Ms. Hoxie-Key joined in June 2022, giving her more than 24 months of tenure and full overlap with the 3-year measurement period, and the stock's 57.3-point underperformance versus XLE triggers a withheld vote; the 5-year return of -42.2% shows the underperformance predates her tenure, which is noted as mitigating context, but the trigger still fires under policy and the longer record does not meet the mitigant standard.
For Analysis
Mr. Heili joined the board on December 1, 2025 — less than 24 months before the meeting — and is therefore exempt from the TSR underperformance trigger under the policy; he brings over 35 years of uranium industry and executive experience, which is directly relevant to the company's operations.
Mr. Little was appointed CEO and director in April 2026 — just weeks before the filing date — and is fully exempt from the TSR trigger as a director with fewer than 24 months of tenure; his oil and gas executive background provides relevant operational leadership experience for the company.
Mr. Tewalt rejoined the board in April 2025 — approximately 13 months before the meeting — and qualifies for the 24-month new-director exemption from the TSR trigger; his 40-plus years in mineral exploration and prior CEO experience at uranium companies make him a relevant addition to the board.
Four of seven nominees — Sheriff, Harris, Pelizza, and Hoxie-Key — are voted AGAINST due to the company's sustained stock underperformance against the XLE energy ETF: the 3-year return of -1.0% trails XLE by 57.3 percentage points, far exceeding the 30-point threshold for negative absolute TSR, and the 5-year return of -42.2% confirms the underperformance is not a temporary dip. Three newer directors — Heili (December 2025), Little (April 2026), and Tewalt (April 2025) — are exempt from the TSR trigger under the 24-month new-director rule and receive FOR votes.
CEO
ROBERT WILLETTE
Total Comp
$3,194,857
Prior Support
N/A
The company's own Pay Versus Performance disclosure explicitly states that it 'does not use financial performance measures to link compensation actually paid to the NEOs to company performance,' meaning the incentive pay structure effectively functions as fixed pay disguised as variable pay — a direct policy trigger for an AGAINST vote. The former CEO Robert Willette received $3.19 million in total compensation in 2025 versus $689,000 in 2024 — a more than fourfold increase — driven largely by a single large promotion award of 500,000 restricted stock units valued at approximately $2.2 million at grant, even as the stock delivered a 3-year return of -1.0% against the XLE energy benchmark's +56.3%, a 57-percentage-point gap. The combination of above-benchmark equity grants awarded without meaningful performance conditions, rising pay, and severe sustained shareholder underperformance fails the pay-for-performance alignment test.
Auditor
KPMG LLP
Tenure
1 yrs
Audit Fees
$1,835,000
Non-Audit Fees
$26,494
KPMG was only appointed in November 2024, so tenure is roughly one year — well below the 25-year threshold — and non-audit fees of $26,494 represent just 1.4% of audit fees of $1,835,000, comfortably below the 50% threshold that would raise independence concerns; KPMG is a Big 4 firm appropriate for a company of this size and complexity.

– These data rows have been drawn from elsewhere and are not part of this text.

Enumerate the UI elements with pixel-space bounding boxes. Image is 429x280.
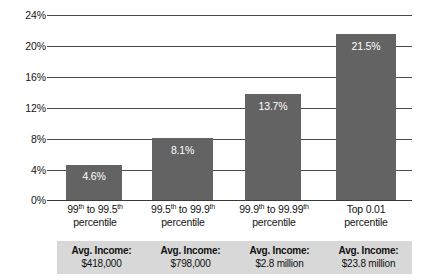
income-cell-2: Avg. Income: $798,000 [146, 245, 235, 270]
y-axis-tick-20: 20% [2, 41, 46, 52]
income-cell-4-label: Avg. Income: [324, 245, 413, 258]
x-axis-label-1-line1: 99th to 99.5th [67, 203, 123, 215]
bar-value-label-4: 21.5% [336, 41, 396, 52]
x-axis-label-3-line1: 99.9th to 99.99th [239, 203, 309, 215]
bar-value-label-2: 8.1% [152, 145, 213, 156]
y-axis-tick-12: 12% [2, 103, 46, 114]
gridline-24 [47, 15, 412, 16]
income-cell-1-value: $418,000 [57, 258, 146, 271]
gridline-0 [47, 200, 412, 201]
income-cell-4: Avg. Income: $23.8 million [324, 245, 413, 270]
average-income-band: Avg. Income: $418,000 Avg. Income: $798,… [57, 241, 412, 274]
x-axis-label-4-line1: Top 0.01 [347, 203, 386, 215]
income-cell-4-value: $23.8 million [324, 258, 413, 271]
income-cell-3: Avg. Income: $2.8 million [235, 245, 324, 270]
bar-2: 8.1% [152, 138, 213, 200]
income-cell-2-value: $798,000 [146, 258, 235, 271]
income-cell-3-value: $2.8 million [235, 258, 324, 271]
income-cell-2-label: Avg. Income: [146, 245, 235, 258]
bar-3: 13.7% [245, 94, 301, 200]
x-axis-label-4: Top 0.01 percentile [320, 203, 412, 229]
x-axis-label-3-line2: percentile [224, 216, 324, 229]
bar-value-label-1: 4.6% [66, 171, 122, 182]
income-cell-3-label: Avg. Income: [235, 245, 324, 258]
x-axis-label-3: 99.9th to 99.99th percentile [224, 203, 324, 229]
ordinal-suffix-icon: th [210, 203, 215, 210]
bar-4: 21.5% [336, 34, 396, 200]
ordinal-suffix-icon: th [117, 203, 122, 210]
bar-1: 4.6% [66, 165, 122, 200]
income-cell-1: Avg. Income: $418,000 [57, 245, 146, 270]
x-axis-label-4-line2: percentile [320, 216, 412, 229]
x-axis-label-2: 99.5th to 99.9th percentile [136, 203, 230, 229]
x-axis-label-2-line2: percentile [136, 216, 230, 229]
x-axis-label-2-line1: 99.5th to 99.9th [151, 203, 215, 215]
x-axis-label-1: 99th to 99.5th percentile [48, 203, 142, 229]
y-axis-tick-0: 0% [2, 195, 46, 206]
y-axis-tick-8: 8% [2, 134, 46, 145]
income-cell-1-label: Avg. Income: [57, 245, 146, 258]
y-axis-tick-16: 16% [2, 72, 46, 83]
x-axis-label-1-line2: percentile [48, 216, 142, 229]
y-axis-tick-4: 4% [2, 165, 46, 176]
y-axis-tick-24: 24% [2, 10, 46, 21]
ordinal-suffix-icon: th [303, 203, 308, 210]
bar-value-label-3: 13.7% [245, 101, 301, 112]
bar-chart: 24% 20% 16% 12% 8% 4% 0% 4.6% 8.1% 13.7%… [0, 0, 429, 280]
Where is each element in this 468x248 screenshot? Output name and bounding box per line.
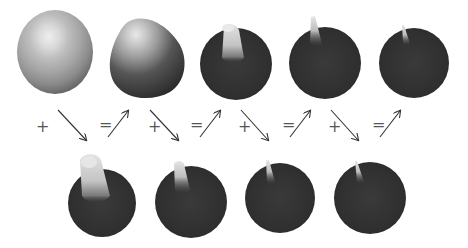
arrow-down-right-icon	[58, 110, 86, 140]
equals-sign: =	[282, 115, 295, 134]
operator-row: + = + = + = + =	[36, 110, 400, 140]
shape-2	[110, 19, 185, 99]
residual-2	[155, 161, 227, 238]
equals-sign: =	[99, 115, 112, 134]
equals-sign: =	[190, 115, 203, 134]
shape-4	[289, 16, 361, 99]
shape-1	[17, 10, 93, 94]
residual-1	[68, 154, 136, 237]
equals-sign: =	[372, 115, 385, 134]
shape-5	[379, 25, 449, 98]
residual-3	[245, 160, 315, 233]
plus-sign: +	[36, 117, 49, 136]
diagram-canvas: + = + = + = + =	[0, 0, 468, 248]
shape-3	[200, 24, 272, 100]
diagram-figure: + = + = + = + =	[0, 0, 468, 248]
residual-4	[334, 161, 406, 234]
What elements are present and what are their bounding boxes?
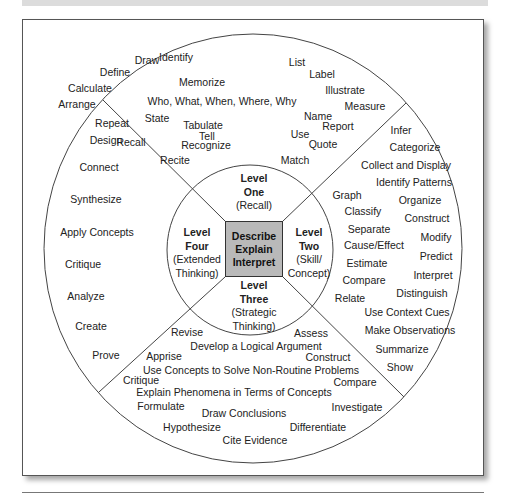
level-one-word: Quote bbox=[309, 139, 338, 150]
level-one-word: Report bbox=[322, 121, 354, 132]
level-one-word: Who, What, When, Where, Why bbox=[148, 96, 297, 107]
level-four-word: Synthesize bbox=[70, 194, 121, 205]
level-title: Level bbox=[173, 226, 221, 240]
level-subtitle: (Extended bbox=[173, 253, 221, 267]
level-two-word: Categorize bbox=[390, 142, 441, 153]
level-title: Level bbox=[232, 279, 277, 293]
level-four-word: Design bbox=[90, 135, 123, 146]
level-two-word: Collect and Display bbox=[361, 160, 451, 171]
level-four-word: Analyze bbox=[67, 291, 104, 302]
level-three-word: Formulate bbox=[137, 401, 184, 412]
level-one-word: Recite bbox=[160, 155, 190, 166]
level-three-label: Level Three (Strategic Thinking) bbox=[232, 279, 277, 333]
level-two-word: Compare bbox=[342, 275, 385, 286]
level-one-word: Tabulate bbox=[183, 120, 223, 131]
level-title: One bbox=[236, 186, 272, 200]
level-subtitle: (Skill/ bbox=[288, 253, 331, 267]
level-subtitle: Concept) bbox=[288, 267, 331, 281]
level-one-word: Arrange bbox=[58, 99, 95, 110]
level-two-word: Summarize bbox=[375, 344, 428, 355]
level-two-word: Cause/Effect bbox=[344, 240, 404, 251]
level-one-word: Label bbox=[309, 69, 335, 80]
level-two-word: Identify Patterns bbox=[376, 177, 452, 188]
level-three-word: Develop a Logical Argument bbox=[190, 341, 321, 352]
level-two-word: Separate bbox=[348, 224, 391, 235]
level-three-word: Use Concepts to Solve Non-Routine Proble… bbox=[143, 365, 359, 376]
level-three-word: Hypothesize bbox=[163, 422, 221, 433]
level-one-word: Identify bbox=[159, 52, 193, 63]
center-line: Interpret bbox=[233, 256, 276, 269]
level-two-word: Use Context Cues bbox=[364, 307, 449, 318]
center-line: Describe bbox=[232, 230, 276, 243]
level-title: Three bbox=[232, 293, 277, 307]
level-title: Level bbox=[236, 172, 272, 186]
level-subtitle: (Strategic bbox=[232, 306, 277, 320]
level-one-word: Draw bbox=[135, 55, 160, 66]
level-four-word: Critique bbox=[65, 259, 101, 270]
level-three-word: Assess bbox=[294, 328, 328, 339]
level-four-word: Prove bbox=[92, 350, 119, 361]
level-two-word: Relate bbox=[335, 293, 365, 304]
level-one-word: Recognize bbox=[181, 140, 231, 151]
level-two-label: Level Two (Skill/ Concept) bbox=[288, 226, 331, 280]
level-three-word: Apprise bbox=[146, 351, 182, 362]
level-two-word: Predict bbox=[420, 251, 453, 262]
level-one-word: Define bbox=[100, 67, 130, 78]
level-one-word: Measure bbox=[345, 101, 386, 112]
level-one-label: Level One (Recall) bbox=[236, 172, 272, 213]
level-three-word: Explain Phenomena in Terms of Concepts bbox=[136, 387, 331, 398]
level-four-word: Create bbox=[75, 321, 107, 332]
level-two-word: Construct bbox=[405, 213, 450, 224]
level-three-word: Draw Conclusions bbox=[202, 408, 287, 419]
level-one-word: Match bbox=[281, 155, 310, 166]
level-four-label: Level Four (Extended Thinking) bbox=[173, 226, 221, 280]
level-one-word: Use bbox=[291, 129, 310, 140]
level-one-word: Illustrate bbox=[325, 85, 365, 96]
level-subtitle: Thinking) bbox=[173, 267, 221, 281]
level-four-word: Connect bbox=[79, 162, 118, 173]
level-one-word: State bbox=[145, 113, 170, 124]
level-title: Four bbox=[173, 240, 221, 254]
level-three-word: Cite Evidence bbox=[223, 435, 288, 446]
level-three-word: Compare bbox=[333, 377, 376, 388]
level-one-word: Repeat bbox=[95, 118, 129, 129]
center-box: Describe Explain Interpret bbox=[225, 221, 283, 277]
level-four-word: Apply Concepts bbox=[60, 227, 134, 238]
level-one-word: Memorize bbox=[179, 77, 225, 88]
level-three-word: Differentiate bbox=[290, 422, 346, 433]
level-three-word: Investigate bbox=[332, 402, 383, 413]
level-two-word: Distinguish bbox=[396, 288, 447, 299]
level-three-word: Revise bbox=[171, 327, 203, 338]
level-two-word: Organize bbox=[399, 195, 442, 206]
level-subtitle: (Recall) bbox=[236, 199, 272, 213]
level-two-word: Classify bbox=[345, 206, 382, 217]
level-two-word: Show bbox=[387, 362, 413, 373]
level-two-word: Graph bbox=[332, 190, 361, 201]
level-two-word: Modify bbox=[421, 232, 452, 243]
level-three-word: Construct bbox=[306, 352, 351, 363]
level-subtitle: Thinking) bbox=[232, 320, 277, 334]
center-line: Explain bbox=[235, 243, 272, 256]
level-title: Level bbox=[288, 226, 331, 240]
level-two-word: Infer bbox=[390, 125, 411, 136]
level-two-word: Make Observations bbox=[365, 325, 455, 336]
level-one-word: List bbox=[289, 57, 305, 68]
level-title: Two bbox=[288, 240, 331, 254]
level-three-word: Critique bbox=[123, 375, 159, 386]
level-two-word: Interpret bbox=[413, 270, 452, 281]
level-two-word: Estimate bbox=[347, 258, 388, 269]
level-one-word: Calculate bbox=[68, 83, 112, 94]
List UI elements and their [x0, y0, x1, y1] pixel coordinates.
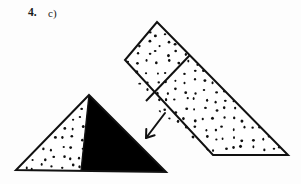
- arrow-shaft: [146, 113, 165, 138]
- lower-triangle: [0, 0, 301, 184]
- direction-arrow: [146, 113, 165, 138]
- figure-page: 4. c): [0, 0, 301, 184]
- geometry-figure: [0, 0, 301, 184]
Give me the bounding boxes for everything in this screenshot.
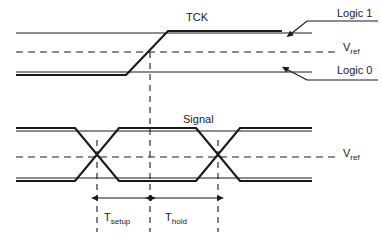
tsetup-subscript: setup [111, 217, 131, 226]
vref-label-lower: Vref [343, 148, 360, 162]
vref-subscript-upper: ref [350, 47, 359, 56]
signal-trace-high-first [16, 128, 312, 181]
timing-diagram: TCK Signal Logic 1 Logic 0 Vref Vref Tse… [0, 0, 381, 243]
signal-waveform-group [16, 128, 336, 181]
vref-label-upper: Vref [343, 42, 360, 56]
tck-label: TCK [186, 12, 208, 23]
logic1-leader-line [292, 21, 378, 33]
tsetup-label: Tsetup [104, 212, 130, 226]
tsetup-symbol: T [104, 211, 111, 223]
signal-label: Signal [183, 114, 214, 125]
tck-trace [16, 31, 282, 75]
logic1-label: Logic 1 [337, 8, 372, 19]
thold-label: Thold [165, 212, 187, 226]
logic0-label: Logic 0 [337, 65, 372, 76]
signal-trace-low-first [16, 128, 312, 181]
thold-subscript: hold [172, 217, 187, 226]
vref-subscript-lower: ref [350, 153, 359, 162]
tck-waveform-group [16, 31, 336, 75]
thold-symbol: T [165, 211, 172, 223]
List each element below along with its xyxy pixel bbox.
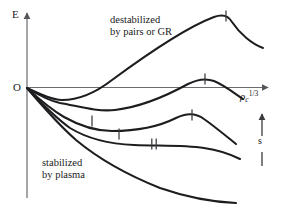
- x-axis-label: ρc1/3: [240, 90, 258, 105]
- curve-curve-2: [27, 80, 243, 111]
- x-axis-label-superscript: 1/3: [249, 89, 259, 98]
- curve-curve-3: [27, 88, 236, 144]
- destabilized-annotation: destabilized by pairs or GR: [110, 14, 172, 38]
- y-axis-label: E: [12, 8, 19, 20]
- destabilized-annotation-line1: destabilized: [110, 14, 160, 25]
- origin-label: O: [13, 81, 21, 93]
- stabilized-annotation-line2: by plasma: [42, 169, 85, 180]
- energy-vs-density-figure: E O destabilized by pairs or GR stabiliz…: [0, 0, 286, 208]
- stabilized-annotation-line1: stabilized: [42, 157, 82, 168]
- destabilized-annotation-line2: by pairs or GR: [110, 26, 172, 37]
- entropy-arrow-label: s: [258, 135, 262, 146]
- stabilized-annotation: stabilized by plasma: [42, 157, 85, 181]
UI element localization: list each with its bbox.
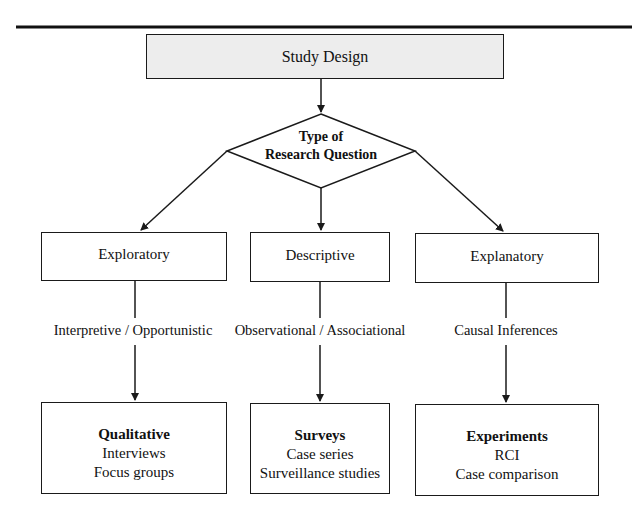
research-question-label: Type of Research Question <box>265 128 377 164</box>
explanatory-box: Explanatory <box>415 233 599 283</box>
exploratory-box: Exploratory <box>41 232 227 281</box>
experiments-box: Experiments RCI Case comparison <box>415 404 599 496</box>
interpretive-label: Interpretive / Opportunistic <box>54 322 213 339</box>
study-design-box: Study Design <box>146 34 504 79</box>
qualitative-box: Qualitative Interviews Focus groups <box>41 402 227 494</box>
observational-label: Observational / Associational <box>235 322 406 339</box>
study-design-label: Study Design <box>282 48 369 66</box>
causal-label: Causal Inferences <box>454 322 557 339</box>
descriptive-box: Descriptive <box>250 232 390 282</box>
surveys-box: Surveys Case series Surveillance studies <box>250 403 390 494</box>
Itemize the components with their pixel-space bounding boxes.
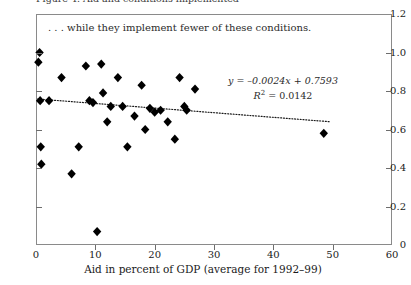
x-tick-mark (333, 245, 334, 250)
x-tick-label: 40 (253, 249, 293, 260)
x-axis-label: Aid in percent of GDP (average for 1992–… (0, 263, 406, 275)
y-tick-mark (36, 53, 42, 54)
trendline-equation: y = –0.0024x + 0.7593 R2 = 0.0142 (228, 74, 338, 102)
y-tick-label: 0.8 (380, 86, 406, 96)
r-symbol: R (254, 90, 261, 101)
y-tick-mark (36, 207, 42, 208)
x-tick-label: 0 (16, 249, 56, 260)
plot-area (36, 14, 392, 245)
x-tick-label: 30 (194, 249, 234, 260)
x-tick-label: 20 (135, 249, 175, 260)
y-tick-label: 0.4 (380, 163, 406, 173)
y-tick-mark-right (386, 91, 392, 92)
x-tick-mark (95, 245, 96, 250)
x-tick-mark (155, 245, 156, 250)
y-tick-mark-right (386, 168, 392, 169)
y-tick-mark (36, 130, 42, 131)
y-tick-label: 1.0 (380, 48, 406, 58)
y-tick-label: 0.2 (380, 202, 406, 212)
y-axis (0, 0, 32, 285)
x-tick-label: 50 (313, 249, 353, 260)
y-tick-mark-right (386, 130, 392, 131)
clipped-figure-caption: Figure 4. Aid and conditions implemented (36, 0, 376, 5)
y-tick-mark (36, 91, 42, 92)
equation-line: y = –0.0024x + 0.7593 (228, 75, 338, 86)
y-tick-label: 1.2 (380, 9, 406, 19)
x-tick-mark (214, 245, 215, 250)
r-squared-value: = 0.0142 (265, 90, 312, 101)
y-tick-mark-right (386, 53, 392, 54)
x-tick-label: 10 (75, 249, 115, 260)
y-tick-mark-right (386, 207, 392, 208)
y-tick-label: 0.6 (380, 125, 406, 135)
y-tick-mark (36, 168, 42, 169)
x-tick-mark (273, 245, 274, 250)
r-squared-line: R2 = 0.0142 (228, 87, 338, 102)
x-tick-label: 60 (372, 249, 411, 260)
chart-annotation-note: . . . while they implement fewer of thes… (48, 22, 311, 33)
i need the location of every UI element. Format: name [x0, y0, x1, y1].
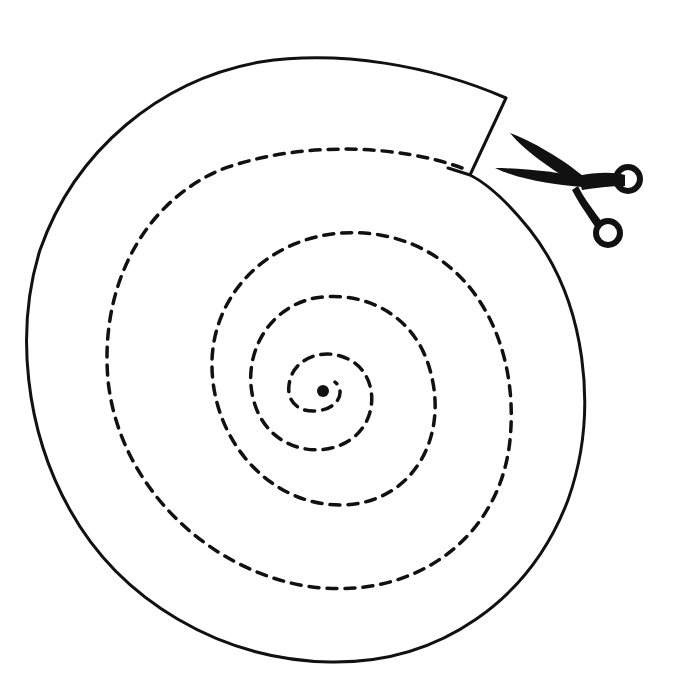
spiral-drawing	[0, 0, 689, 697]
spiral-template	[0, 0, 689, 697]
center-dot	[317, 385, 329, 397]
scissors-icon	[495, 133, 640, 245]
dashed-spiral-cut-line	[107, 149, 511, 589]
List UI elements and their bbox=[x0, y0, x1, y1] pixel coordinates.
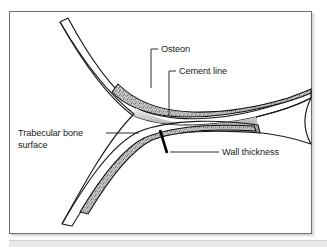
trabecular-bone-surface-label-line2: surface bbox=[18, 140, 47, 150]
cement-line-label: Cement line bbox=[179, 66, 227, 76]
trabecular-bone-surface-label-line1: Trabecular bone bbox=[18, 128, 83, 138]
figure-page: Osteon Cement line Trabecular bone surfa… bbox=[0, 0, 327, 250]
osteon-label: Osteon bbox=[161, 44, 190, 54]
figure-frame: Osteon Cement line Trabecular bone surfa… bbox=[9, 11, 312, 234]
osteon-leader-line bbox=[151, 49, 158, 88]
callout-cement-line: Cement line bbox=[169, 66, 227, 116]
bottom-band bbox=[9, 240, 327, 247]
callout-wall-thickness: Wall thickness bbox=[170, 147, 279, 157]
trabecular-bone-diagram: Osteon Cement line Trabecular bone surfa… bbox=[10, 12, 313, 235]
osteon-stipple-lower bbox=[80, 125, 256, 214]
callout-trabecular-bone-surface: Trabecular bone surface bbox=[18, 128, 139, 150]
wall-thickness-label: Wall thickness bbox=[222, 147, 279, 157]
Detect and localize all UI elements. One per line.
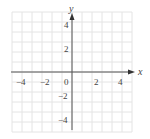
- x-axis-label: x: [137, 66, 143, 77]
- y-axis-arrow-icon: [70, 13, 75, 20]
- x-tick-label: 2: [94, 77, 99, 87]
- y-tick-label: −2: [58, 91, 68, 101]
- x-tick-label: −2: [40, 77, 50, 87]
- x-tick-label: −4: [16, 77, 26, 87]
- y-tick-label: 2: [64, 44, 69, 54]
- x-tick-label: 4: [118, 77, 123, 87]
- y-tick-label: −4: [58, 115, 68, 125]
- y-tick-label: 4: [64, 20, 69, 30]
- y-axis-label: y: [68, 3, 74, 14]
- coordinate-plane: x y −4 −2 0 2 4 4 2 −2 −4: [0, 0, 150, 139]
- x-tick-label: 0: [64, 77, 69, 87]
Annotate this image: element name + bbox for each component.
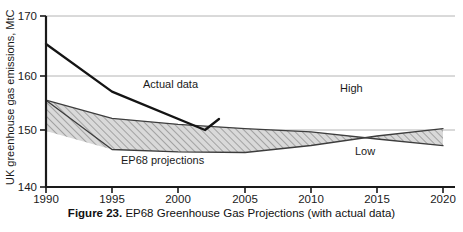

The 2026 enCore Energy annual meeting presents a ballot where shareholders face meaningful governance concerns: four of seven director nominees receive AGAINST votes due to the company's severe 3-year stock underperformance (trailing the XLE energy ETF by 57 percentage points), and the Say on Pay vote also receives an AGAINST due to a compensation structure that the company itself acknowledges is not linked to financial performance metrics, combined with sharply escalating executive pay against a backdrop of negative shareholder returns. The auditor ratification is straightforward and receives a FOR vote, as KPMG was newly appointed in late 2024 with minimal non-audit fees.